The Parsleys are botanically named Selinon, and by some verbal accident, through the middle letter "n" in this word being changed into "r," making it Seliron, or, in the Italian, Celeri, our Celery (which is a Parsley) obtained its title. It is a cultivated variety of the common Smallage (Small ache) or wild Celery (Apium graveolens), which grows abundantly in moist English ditches, or in water. This is an umbelliferous herb, unwholesome as a food, and having a coarse root, with a fetid smell. But, like many others of the same natural order, when transplanted into the garden, and bleached, it becomes aromatic and healthful, making an excellent condemnatory vegetable. But more than this, the cultivated Celery may well take rank as a

curative Herbal Simple. Dr. Pereira has shown us that it contains sulphur (a known preventive of rheumatism) as freely as do the cruciferous plants, Mustard, and the Cresses. In 1879, Mr. Gibson Ward, then President of the Vegetarian Society, wrote some letters to the Times, which commanded much attention, about Celery as a food and a medicament. "Celery," said he, "when cooked, is a very fine dish, both as a nutriment and as a purifier of the blood; I will not attempt to enumerate all the marvelous cures I have made with Celery, lest medical men should be worrying me en masse. Let me fearlessly say that rheumatism is impossible on this diet; and yet English doctors in 1876 allowed rheumatism to kill three thousand six hundred and forty human beings, every death being as unnecessary as is a dirty face."

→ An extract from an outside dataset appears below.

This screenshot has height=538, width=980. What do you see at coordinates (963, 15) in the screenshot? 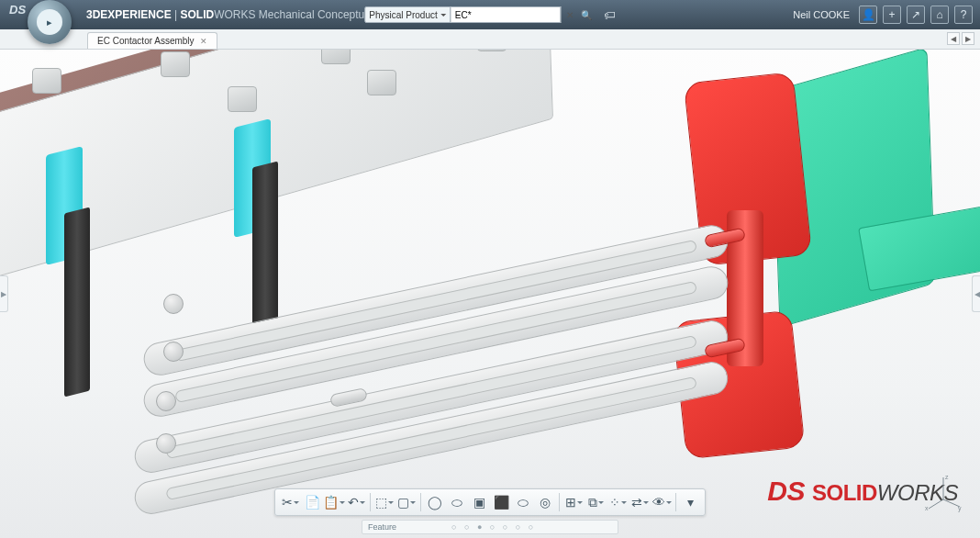
I see `help-button: ?` at bounding box center [963, 15].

The seeds of our Sweet Celery are carminative, and act on the kidneys. An admirable tincture is made from these seeds, when bruised, with spirit of wine; of which a teaspoonful may be taken three times a day, with a spoonful or two of water. The root of the Wild Celery, Smallage, or Marsh Parsley, was reckoned, by the ancients, one of the five great aperients roots, and was employed in their diet drinks. The Great Parsley is the Large Age, or Large Ache; as a strange inconsistency the Romans adorned the heads of their guests, and the tombs of their dead with crowns of the Smallage. Our cultivated Celery is a capital instance of fact that most of the poisonous plants call, by human ingenuity, be so altered in character as to become eminently serviceable for food or medicine. Thus, the Wild Celery, which is certainly poisonous when growing exposed to daylight, becomes most palatable, and even beneficial, by having its edible leaf stalks earthed up and bleached during their time of cultivation.

Dr. Pereira says the digestibility of Celery is increased by its maceration in vinegar. As taken at table, Celery possesses certain qualities which tend to soothe nervous irritability, and to relieve sick headaches. "This herb Celery [Sellery] is for its high and grateful taste," says John Evelyn, in his Acetaria, "ever placed in the middle of the grand sallet at our great men's tables, and our Praetor's feasts, as the grace of the whole board." It contains some sugar and a volatile odorous principle, which in the wild plant smells and tastes strongly and disagreeably. The characteristic odor and flavor of the cultivated plant are due to this essential oil, which has now become of modified strength and qualities; also when freshly cut it affords albumen, starch, mucilage, and mineral matter. Why Celery accompanies cheese at the end of dinner it is not easy to see. This is as much a puzzle as why sucking pig and prune sauce should be taken in combination, of which delicacies James Bloomfield Rush, the Norwich murderer, desired that plenty should be served for his supper the night before he was hanged, on April 20th, 1849.

Herb Simples


The Primitive Simplers presented here show the way of life in other generations, it is not suggested or recommended trying them yourself.